Exercise description — Set down exactly the lines running from the one with "This screenshot has width=504, height=437." to the last line of the listing below, both included, and skip every picture.

** Opening Dataset records block **

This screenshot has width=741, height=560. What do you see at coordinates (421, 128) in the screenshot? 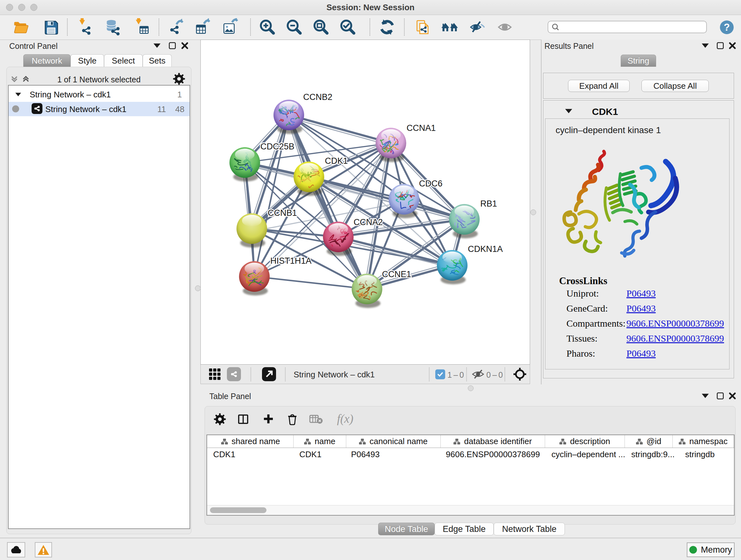
I see `svg-text: CCNA1` at bounding box center [421, 128].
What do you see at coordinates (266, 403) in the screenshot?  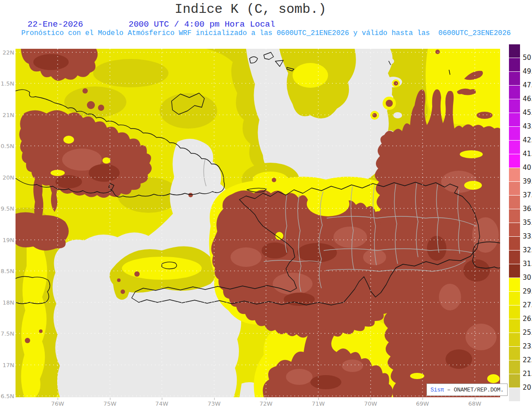 I see `lon-tick-label: 72W` at bounding box center [266, 403].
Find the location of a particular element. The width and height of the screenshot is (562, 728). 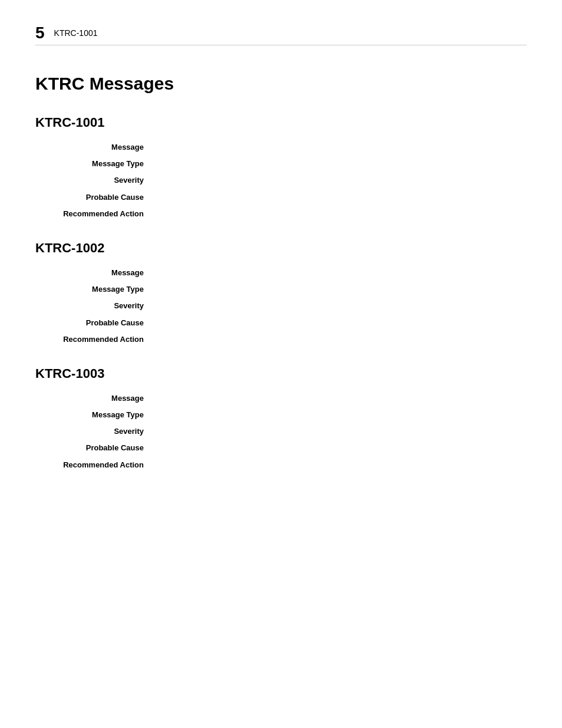

field-label-ktrc-1002-3: Probable Cause is located at coordinates (94, 323).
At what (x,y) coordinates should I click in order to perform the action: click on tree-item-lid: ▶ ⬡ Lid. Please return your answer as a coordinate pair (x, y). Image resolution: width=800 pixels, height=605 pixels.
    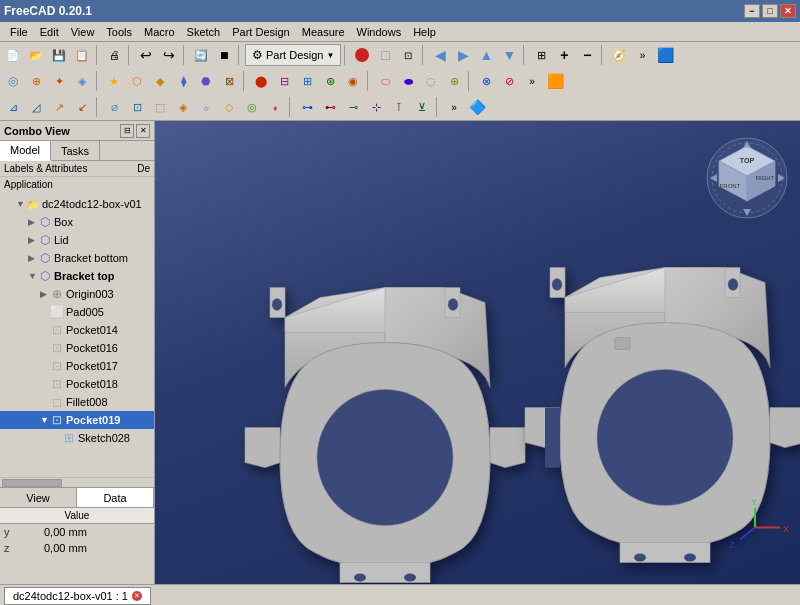
    Looking at the image, I should click on (77, 240).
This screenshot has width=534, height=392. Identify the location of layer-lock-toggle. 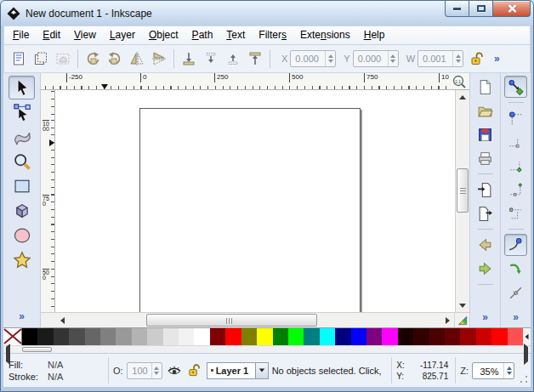
(195, 371).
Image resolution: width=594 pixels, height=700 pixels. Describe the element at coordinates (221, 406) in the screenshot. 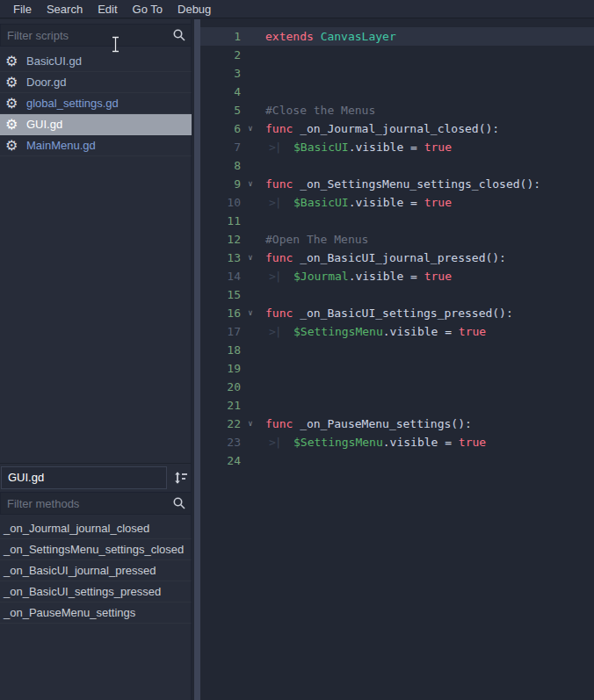

I see `line-number: 21` at that location.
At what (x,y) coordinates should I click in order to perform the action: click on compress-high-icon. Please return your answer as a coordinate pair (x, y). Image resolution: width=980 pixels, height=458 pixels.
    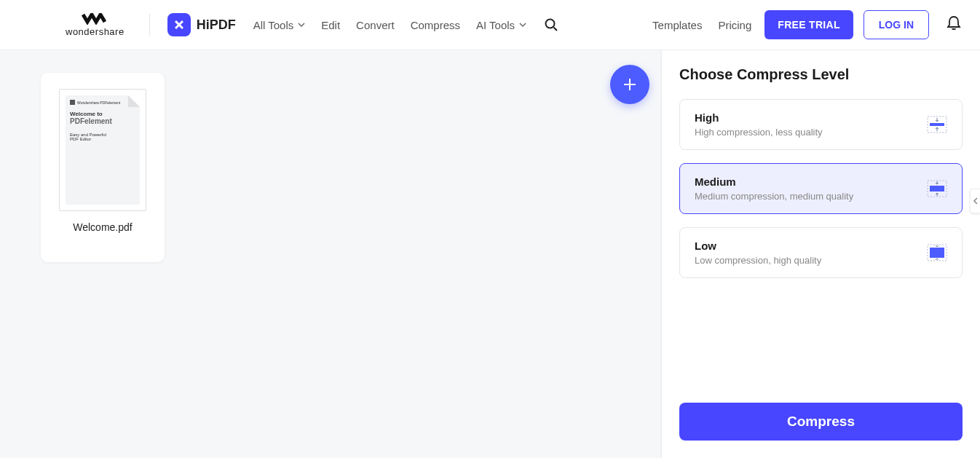
    Looking at the image, I should click on (937, 125).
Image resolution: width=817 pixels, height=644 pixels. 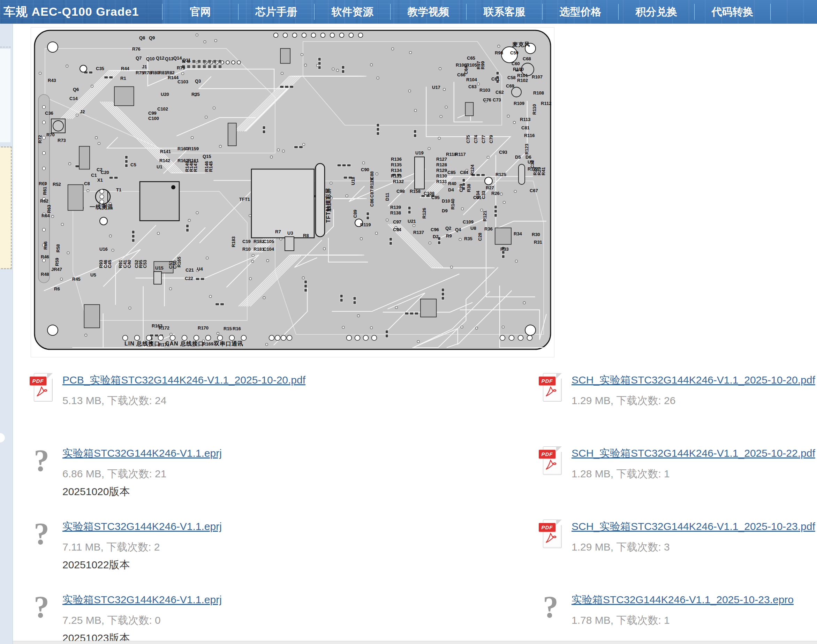 I want to click on pcb-silkscreen-label: D5, so click(x=518, y=157).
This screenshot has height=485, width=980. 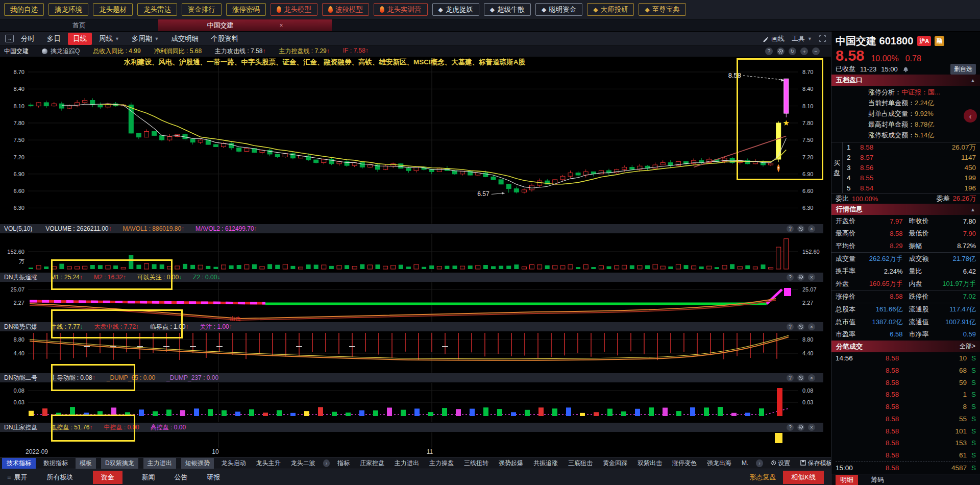 I want to click on bottom-tab-新闻: 新闻, so click(x=149, y=477).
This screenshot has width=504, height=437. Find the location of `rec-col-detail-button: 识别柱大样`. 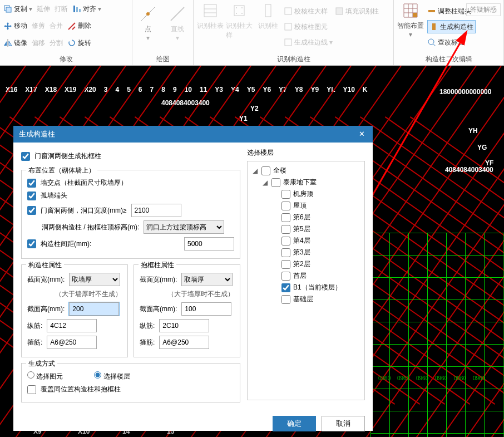

rec-col-detail-button: 识别柱大样 is located at coordinates (239, 28).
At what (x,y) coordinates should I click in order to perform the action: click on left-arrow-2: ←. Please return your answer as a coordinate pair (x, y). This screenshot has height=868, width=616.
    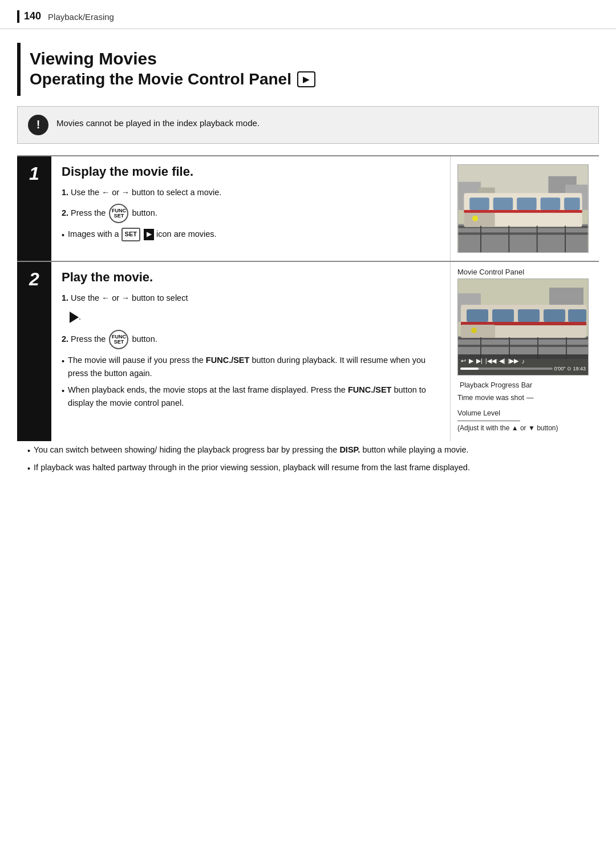
    Looking at the image, I should click on (106, 298).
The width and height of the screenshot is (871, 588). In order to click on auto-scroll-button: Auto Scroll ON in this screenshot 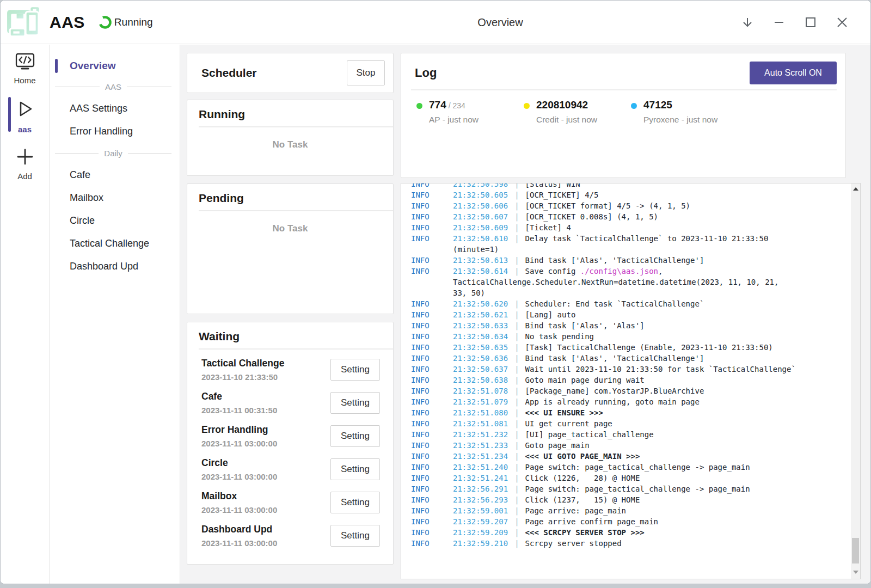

** Closing Dataset records block **

Task result —
This screenshot has width=504, height=437. Find the location of `rec-col-detail-button: 识别柱大样`. 

rec-col-detail-button: 识别柱大样 is located at coordinates (239, 28).
At what (x,y) coordinates should I click in order to perform the action: click on left-arrow-2: ←. Please return your answer as a coordinate pair (x, y). This screenshot has height=868, width=616.
    Looking at the image, I should click on (106, 298).
The width and height of the screenshot is (871, 588). In order to click on auto-scroll-button: Auto Scroll ON in this screenshot 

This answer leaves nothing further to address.